Pick up to 4 countries and see residency, company, banking, family, and risk notes line up. No prices, no marketing packages - just the working notes.

 MU flagMauritius

Africa

VG flagBritish Virgin Islands

Central America & Caribbean

BR flagBrazil

Latin America

OverviewMauritius is a stable jurisdiction with structured residency and corporate routes, often combined for international families and founders. Bordercase coordinates with licensed Mauritian partners.The British Virgin Islands is a long-standing jurisdiction for BVI Business Companies used in international structures. Substance and reporting have tightened materially. Bordercase coordinates with licensed BVI partners.Brazil is the largest Latin American economy with structured residency routes and growing remote-worker visa pathways.

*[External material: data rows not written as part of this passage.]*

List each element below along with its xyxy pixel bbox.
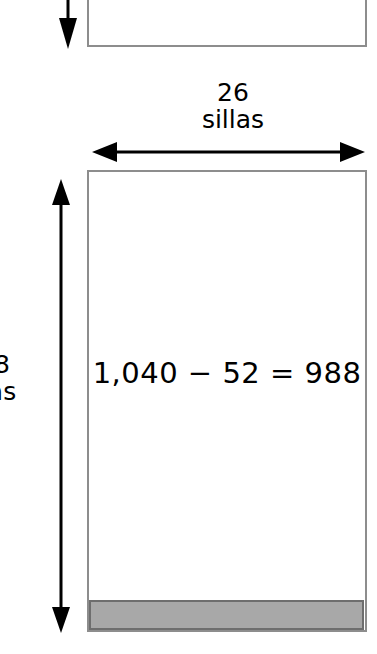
equation-text: 1,040 − 52 = 988	[87, 358, 367, 389]
top-down-arrow	[59, 0, 77, 49]
horizontal-dimension-arrow	[92, 142, 365, 162]
width-value: 26	[153, 80, 313, 107]
diagram-canvas: 26 sillas 8 as 1,040 − 52 = 988	[0, 0, 377, 654]
height-value: 8	[0, 352, 30, 379]
vertical-dimension-arrow	[52, 179, 70, 633]
height-unit: as	[0, 379, 30, 406]
width-dimension-label: 26 sillas	[153, 80, 313, 133]
main-rectangle	[87, 170, 367, 632]
width-unit: sillas	[153, 107, 313, 134]
top-rectangle	[87, 0, 367, 47]
height-dimension-label: 8 as	[0, 352, 30, 405]
shaded-strip	[89, 600, 364, 630]
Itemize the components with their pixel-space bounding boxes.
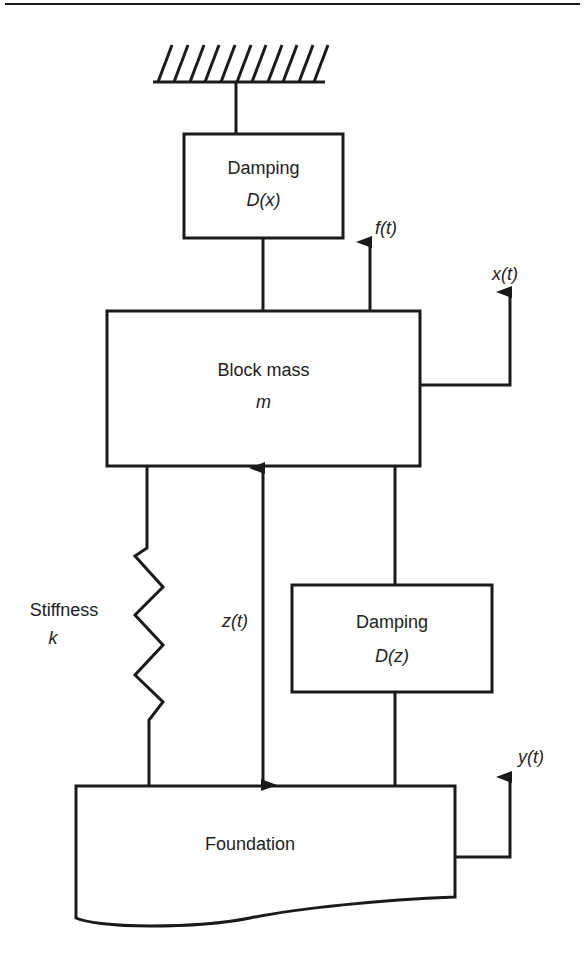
bottom-damper-symbol: D(z)	[292, 646, 492, 666]
top-damper-symbol: D(x)	[184, 190, 343, 210]
diagram-canvas	[0, 0, 585, 960]
top-damper-box	[184, 134, 343, 238]
spring-icon	[135, 466, 163, 785]
mass-title: Block mass	[107, 360, 420, 380]
foundation-shape	[76, 786, 455, 926]
force-label: f(t)	[375, 218, 397, 238]
spring-title: Stiffness	[18, 600, 110, 620]
mass-box	[107, 311, 420, 466]
top-damper-title: Damping	[184, 158, 343, 178]
foundation-title: Foundation	[205, 834, 295, 854]
relative-displacement-label: z(t)	[222, 611, 248, 631]
mass-displacement-label: x(t)	[492, 264, 518, 284]
foundation-displacement-arrow-icon	[455, 777, 510, 857]
bottom-damper-box	[292, 585, 492, 692]
fixed-support-hatch-icon	[153, 45, 328, 82]
mass-displacement-arrow-icon	[420, 292, 510, 385]
spring-symbol: k	[18, 628, 110, 648]
bottom-damper-title: Damping	[292, 612, 492, 632]
mass-symbol: m	[107, 392, 420, 412]
foundation-displacement-label: y(t)	[518, 747, 544, 767]
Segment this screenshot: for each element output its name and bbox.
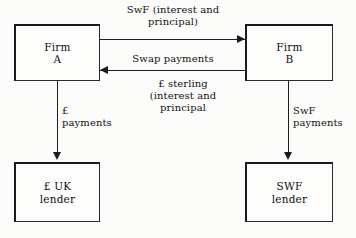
edge-label-swf-interest-principal: SwF (interest and principal) [112, 4, 234, 28]
connector-firm-a-to-uk-lender [57, 81, 58, 158]
connector-firm-b-to-firm-a [100, 70, 245, 71]
node-uk-lender-label: £ UK lender [40, 180, 76, 205]
node-firm-b-label: Firm B [276, 41, 302, 66]
arrowhead-left-icon [100, 66, 108, 74]
node-firm-a: Firm A [14, 24, 100, 81]
edge-label-swf-payments: SwF payments [293, 105, 353, 129]
arrowhead-right-icon [237, 35, 245, 43]
edge-label-gbp-payments: £ payments [62, 105, 140, 129]
node-swf-lender-label: SWF lender [272, 180, 308, 205]
node-swf-lender: SWF lender [245, 162, 333, 222]
currency-swap-diagram: Firm A Firm B £ UK lender SWF lender SwF… [0, 0, 356, 238]
node-uk-lender: £ UK lender [14, 162, 100, 222]
edge-label-swap-payments: Swap payments [112, 53, 234, 65]
connector-firm-b-to-swf-lender [288, 81, 289, 158]
arrowhead-down-left-icon [53, 152, 61, 160]
arrowhead-down-right-icon [284, 152, 292, 160]
connector-firm-a-to-firm-b [100, 39, 245, 40]
node-firm-a-label: Firm A [44, 41, 70, 66]
node-firm-b: Firm B [245, 24, 333, 81]
edge-label-sterling-interest-principal: £ sterling (interest and principal [128, 78, 238, 115]
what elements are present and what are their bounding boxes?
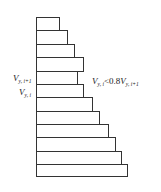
story-shear-bar-1 — [37, 18, 60, 31]
story-shear-bar-2 — [37, 31, 68, 45]
story-shear-bar-3 — [37, 45, 75, 58]
story-shear-bar-8 — [37, 112, 100, 125]
subscript: y, i+1 — [126, 81, 139, 87]
story-shear-bar-10 — [37, 138, 116, 152]
story-shear-bar-12 — [37, 165, 128, 177]
label-upper-story-shear: Vy, i+1 — [13, 74, 31, 85]
inequality-operator: <0.8 — [104, 76, 120, 86]
story-shear-bar-11 — [37, 152, 122, 165]
story-shear-bar-5 — [37, 72, 78, 85]
label-soft-story-condition: Vy, i<0.8Vy, i+1 — [92, 77, 139, 88]
story-shear-bar-6 — [37, 85, 84, 98]
story-shear-bar-7 — [37, 98, 93, 112]
subscript: y, i — [25, 92, 31, 98]
story-shear-bar-9 — [37, 125, 109, 138]
story-shear-bar-4 — [37, 58, 84, 72]
subscript: y, i+1 — [19, 78, 32, 84]
label-lower-story-shear: Vy, i — [19, 88, 31, 99]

Bordercase coordinates with licensed Brazilian partners for filings.
Best for
  • Founders
  • Banking
  • Trust
  • HNW
  • English admin
  • Holding structures
  • International funds
  • English admin
  • Latin America hub
  • Founders
  • Families
  • Digital nomads
CurrencyMURUSDBRL
LanguageEnglish / FrenchEnglishPortuguese
Time zoneUTC+4UTC-4UTC-3
EU memberNoNoNo
SchengenNoNoNo
Residency

Mauritius residency routes:

  • Premium Visa - remote work
  • Occupation Permit - investor / professional / self-employed
  • Residence Permit by property purchase - within approved schemes
  • Family routes

BVI presence options:

  • Work permits - employer-sponsored
  • Residency for HNW under specific programmes
  • Limited tourist / business visit arrangements

Brazilian residency routes:

  • Investor visa (VIPER / VITEM) - qualifying investment in a Brazilian business
  • Digital nomad visa - remote workers
  • Retirement visa - qualifying pension income
  • Family reunification
  • Employer-sponsored work permits
Company setup

GBC (Global Business Company) and Domestic Companies are the standard structures. Substance requirements following OECD reforms must be considered; the GBC framework has evolved materially.

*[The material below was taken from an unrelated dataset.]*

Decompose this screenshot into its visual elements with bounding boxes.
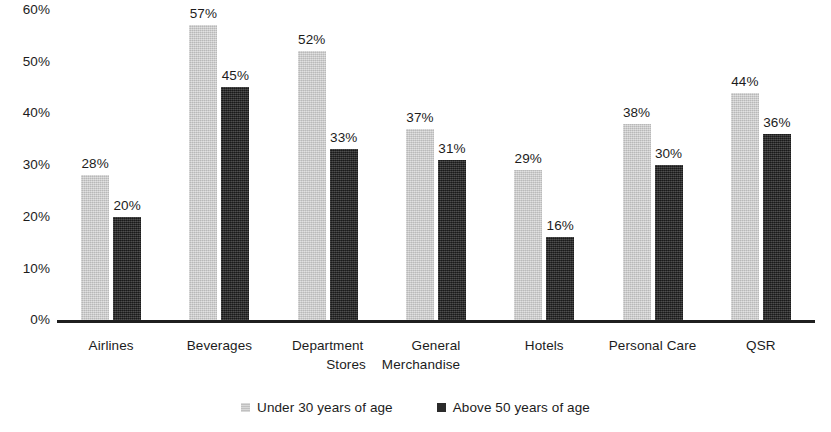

BVI Business Companies (BVI BC) are the standard structure. Economic substance applies to relevant activities; UBO reporting is mandatory.

Ltda and SA are the standard structures. CNPJ registration, state registrations, and Receita Federal tax registration follow. The MEI regime suits micro-entrepreneurs.

Banking

Local banks support resident and corporate accounts; KYC and source-of-funds requirements are real. Bordercase coordinates banking introductions.

Banking access has tightened materially; EMIs are common supplements. Bordercase coordinates introductions for cross-border cases.

Residency unlocks personal and corporate banking. Pix has changed everyday payments; SWIFT for international flows still requires careful KYC.

Family

Family inclusion is supported. International schools are available in major regions.

Family inclusion follows the main route. International schools are limited.

Family reunification is supported on most routes. International schools (English, German, French, Japanese) are concentrated in São Paulo, Rio, and Brasília.

Risks

Risks Bordercase watches for in Mauritius:

  • Substance reform impacts on Global Business Companies
  • FATCA / CRS reporting on related accounts
  • Mauritian residency vs physical-presence-based tax residence elsewhere
  • Banking introductions vary by activity

Risks Bordercase watches for in the BVI:

  • Economic substance reporting
  • UBO disclosure and beneficial ownership reform
  • Reputational handling around offshore structures

Risks Bordercase watches for in Brazil:

  • Tax residency rules and worldwide-income reporting
  • Real-estate restrictions in certain border regions
  • Document apostille + Portuguese translation
Documents

Typical Mauritius documents:

  • Passport
  • Criminal record certificate
  • Proof of income / investment
  • Health insurance
  • Accommodation evidence
  • Marriage / birth certificates for family

Apostille where required.

Typical BVI documents:

  • Passport
  • Source-of-funds evidence
  • KYC for all UBOs
  • Apostilled foreign documents

Typical Brazilian documents:

  • Passport
  • Apostilled foreign documents
  • Proof of income or investment
  • Photographs to specification
  • Brazilian consular application abroad for most routes

Country pages stay the authoritative source. This view is a side-by-side; nothing here promises a particular outcome.